Cats, dogs, mind-melds and the month-long race to build a brand-new Auburn offense
“I think everybody kinda checked their egos at the door. We came together. Let's make the best offense for Auburn football.”
OC Philip Montgomery (Twitter)
Last week, for the first time since they both started working together in December, Hugh Freeze and Philip Montgomery sat down and completely focused on football.
After weeks and weeks of an intense recruiting focus — one that turned around the Tigers’ 2023 class, built a highly-rated transfer haul and has already paid early dividends in the 2024 class — the new Auburn head coach and offensive coordinator started talking about how they wanted to build their scheme.
And it didn’t take long for them to realize that they were doing it in two separate languages.
“Philip and I are trying to marry two systems,” Freeze said. “They’re very similar. We believe in the same things. But there’s a lot of different ways to get to them and a lot of different things to call them. Somebody’s got to learn a new world.
“And I, truthfully, have called the offense that we’ve run pretty much the same verbiage since I was a high school coach. So you’re taking 30 years of me calling this ‘cat,’ and he wants to call it ‘dog.’”
While the two coaches aren’t going to have to drive down Wire Road for some remedial lessons at the veterinary school, they’re about to spend the next three weeks learning more about each other ahead of an earlier-than-usual start to spring practices.
This is brand-new territory for both Freeze and Montgomery. Not only are they coaching together for the first time and are in Auburn for the first time, they’ve never had this exact setup before in their coaching careers.
Freeze is two years older than Montgomery, and he had a two-year head start in the coaching profession. But both cut their teeth as high school coaches — Montgomery in Texas, Freeze in Tennessee — before making the jump to the college level.
Freeze was a position coach for two seasons before becoming a head coach at the NAIA level, then briefly spending time as Arkansas State’s offensive coordinator-turned-head coach. Montgomery spent 12 seasons as an assistant coach before getting his first shot as a head coach, an eight-year run at Tulsa that ended this past November.
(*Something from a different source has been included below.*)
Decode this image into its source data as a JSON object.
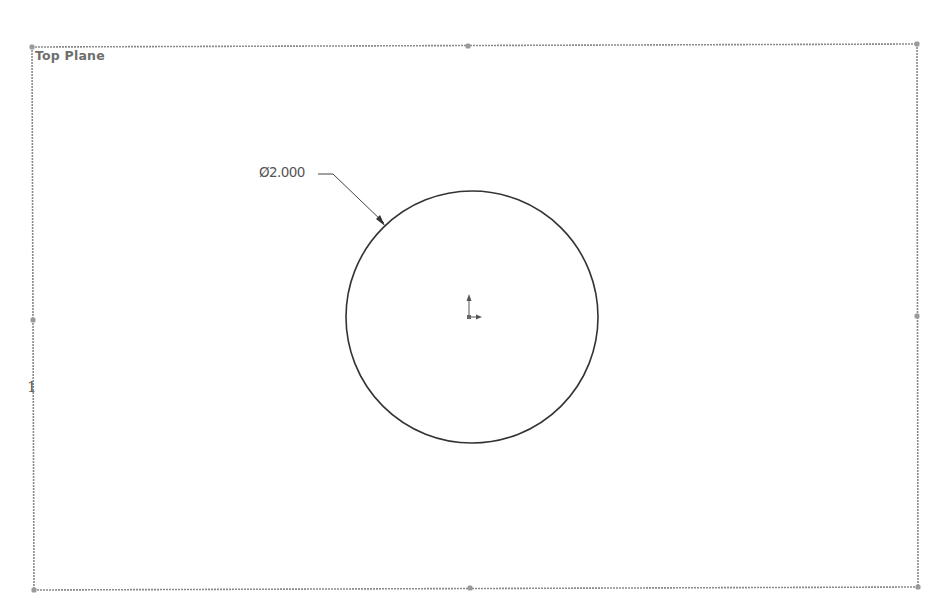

“When Coach Freeze called me and we got the opportunity to sit down and visit, just from a philosophy standpoint, we're aligned extremely well with each other,” Montgomery said. “We obviously knew each other prior to this, and I have had great respect for what he's done in his past. The conversations went extremely well.
“As I sat down and talked to my wife and family, we felt like this was the right time and the right opportunity to get right into it. Couldn't ask for a better spot than Auburn.”
Since 2008, both Freeze and Montgomery have been the guys for their respective teams on offense. Freeze called plays during all of his previous stops as a head coach, rolling with co-offensive coordinators. And Montgomery was his own offensive coordinator throughout his time at Tulsa.
Now they’re having to share that role together. Montgomery is back to being an assistant instead of the head man, but Freeze has given up most of the play-calling duties to the former Broyles Award winner. (More on that in a little bit.)